─── DATASET CONTENT

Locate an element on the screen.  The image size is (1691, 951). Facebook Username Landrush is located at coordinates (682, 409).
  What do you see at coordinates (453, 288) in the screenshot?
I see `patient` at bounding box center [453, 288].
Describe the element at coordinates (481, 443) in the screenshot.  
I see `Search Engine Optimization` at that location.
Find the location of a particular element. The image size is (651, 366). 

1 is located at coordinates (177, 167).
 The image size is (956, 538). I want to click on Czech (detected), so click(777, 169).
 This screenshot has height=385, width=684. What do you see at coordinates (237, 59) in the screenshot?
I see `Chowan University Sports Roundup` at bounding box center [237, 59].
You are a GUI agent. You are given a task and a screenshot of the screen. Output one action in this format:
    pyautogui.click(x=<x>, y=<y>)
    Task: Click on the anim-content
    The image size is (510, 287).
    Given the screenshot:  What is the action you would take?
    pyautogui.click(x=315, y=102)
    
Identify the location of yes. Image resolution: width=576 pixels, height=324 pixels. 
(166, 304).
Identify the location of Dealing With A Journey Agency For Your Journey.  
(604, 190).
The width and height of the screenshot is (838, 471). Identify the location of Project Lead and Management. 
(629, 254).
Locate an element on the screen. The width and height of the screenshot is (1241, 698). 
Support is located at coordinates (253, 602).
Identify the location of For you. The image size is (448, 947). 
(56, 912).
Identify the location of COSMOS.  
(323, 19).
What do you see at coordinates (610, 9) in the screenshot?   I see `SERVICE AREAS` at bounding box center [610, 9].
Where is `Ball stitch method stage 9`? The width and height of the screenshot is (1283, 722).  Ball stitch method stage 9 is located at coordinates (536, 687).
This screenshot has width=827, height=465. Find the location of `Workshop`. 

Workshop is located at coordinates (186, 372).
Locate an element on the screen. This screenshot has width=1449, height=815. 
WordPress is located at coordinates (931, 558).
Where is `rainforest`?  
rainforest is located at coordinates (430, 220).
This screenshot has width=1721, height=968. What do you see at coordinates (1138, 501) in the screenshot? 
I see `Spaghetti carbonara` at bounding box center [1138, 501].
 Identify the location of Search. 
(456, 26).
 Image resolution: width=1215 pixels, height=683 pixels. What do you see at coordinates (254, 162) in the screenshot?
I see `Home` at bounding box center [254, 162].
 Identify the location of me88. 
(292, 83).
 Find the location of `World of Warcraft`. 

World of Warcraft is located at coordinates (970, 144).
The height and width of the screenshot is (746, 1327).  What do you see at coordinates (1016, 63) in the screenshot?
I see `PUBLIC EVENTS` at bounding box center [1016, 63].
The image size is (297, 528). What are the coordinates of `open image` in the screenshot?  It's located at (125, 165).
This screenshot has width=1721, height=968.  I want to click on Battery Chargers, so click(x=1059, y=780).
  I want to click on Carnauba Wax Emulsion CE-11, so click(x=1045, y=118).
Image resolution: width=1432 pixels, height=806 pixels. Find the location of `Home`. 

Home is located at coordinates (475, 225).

──────

#### [WORK REQUEST]
Please output the records shown above, with every character intact.

#### [SOLUTION]
Locate an element on the screen.  The image size is (1691, 951). Facebook Username Landrush is located at coordinates (682, 409).
  What do you see at coordinates (453, 288) in the screenshot?
I see `patient` at bounding box center [453, 288].
Describe the element at coordinates (481, 443) in the screenshot.  
I see `Search Engine Optimization` at that location.
Find the location of a particular element. The image size is (651, 366). 

1 is located at coordinates (177, 167).
 The image size is (956, 538). I want to click on Czech (detected), so click(777, 169).
 This screenshot has height=385, width=684. What do you see at coordinates (237, 59) in the screenshot?
I see `Chowan University Sports Roundup` at bounding box center [237, 59].
You are a GUI agent. You are given a task and a screenshot of the screen. Output one action in this format:
    pyautogui.click(x=<x>, y=<y>)
    Task: Click on the anim-content
    The image size is (510, 287).
    Given the screenshot:  What is the action you would take?
    pyautogui.click(x=315, y=102)
    
Identify the location of yes. Image resolution: width=576 pixels, height=324 pixels. 
(166, 304).
Identify the location of Dealing With A Journey Agency For Your Journey.  
(604, 190).
The width and height of the screenshot is (838, 471). Identify the location of Project Lead and Management. 
(629, 254).
Locate an element on the screen. The width and height of the screenshot is (1241, 698). 
Support is located at coordinates (253, 602).
Identify the location of For you. The image size is (448, 947). 
(56, 912).
Identify the location of COSMOS.  
(323, 19).
What do you see at coordinates (610, 9) in the screenshot?   I see `SERVICE AREAS` at bounding box center [610, 9].
Where is `Ball stitch method stage 9`? The width and height of the screenshot is (1283, 722).  Ball stitch method stage 9 is located at coordinates (536, 687).
This screenshot has width=827, height=465. Find the location of `Workshop`. 

Workshop is located at coordinates (186, 372).
Locate an element on the screen. This screenshot has width=1449, height=815. 
WordPress is located at coordinates (931, 558).
Where is `rainforest`?  
rainforest is located at coordinates (430, 220).
This screenshot has width=1721, height=968. What do you see at coordinates (1138, 501) in the screenshot? 
I see `Spaghetti carbonara` at bounding box center [1138, 501].
 Identify the location of Search. 
(456, 26).
 Image resolution: width=1215 pixels, height=683 pixels. What do you see at coordinates (254, 162) in the screenshot?
I see `Home` at bounding box center [254, 162].
 Identify the location of me88. 
(292, 83).
 Find the location of `World of Warcraft`. 

World of Warcraft is located at coordinates (970, 144).
The height and width of the screenshot is (746, 1327).  What do you see at coordinates (1016, 63) in the screenshot?
I see `PUBLIC EVENTS` at bounding box center [1016, 63].
The image size is (297, 528). What are the coordinates of `open image` in the screenshot?  It's located at (125, 165).
This screenshot has width=1721, height=968.  I want to click on Battery Chargers, so click(x=1059, y=780).
  I want to click on Carnauba Wax Emulsion CE-11, so click(x=1045, y=118).
Image resolution: width=1432 pixels, height=806 pixels. Find the location of `Home`. 

Home is located at coordinates (475, 225).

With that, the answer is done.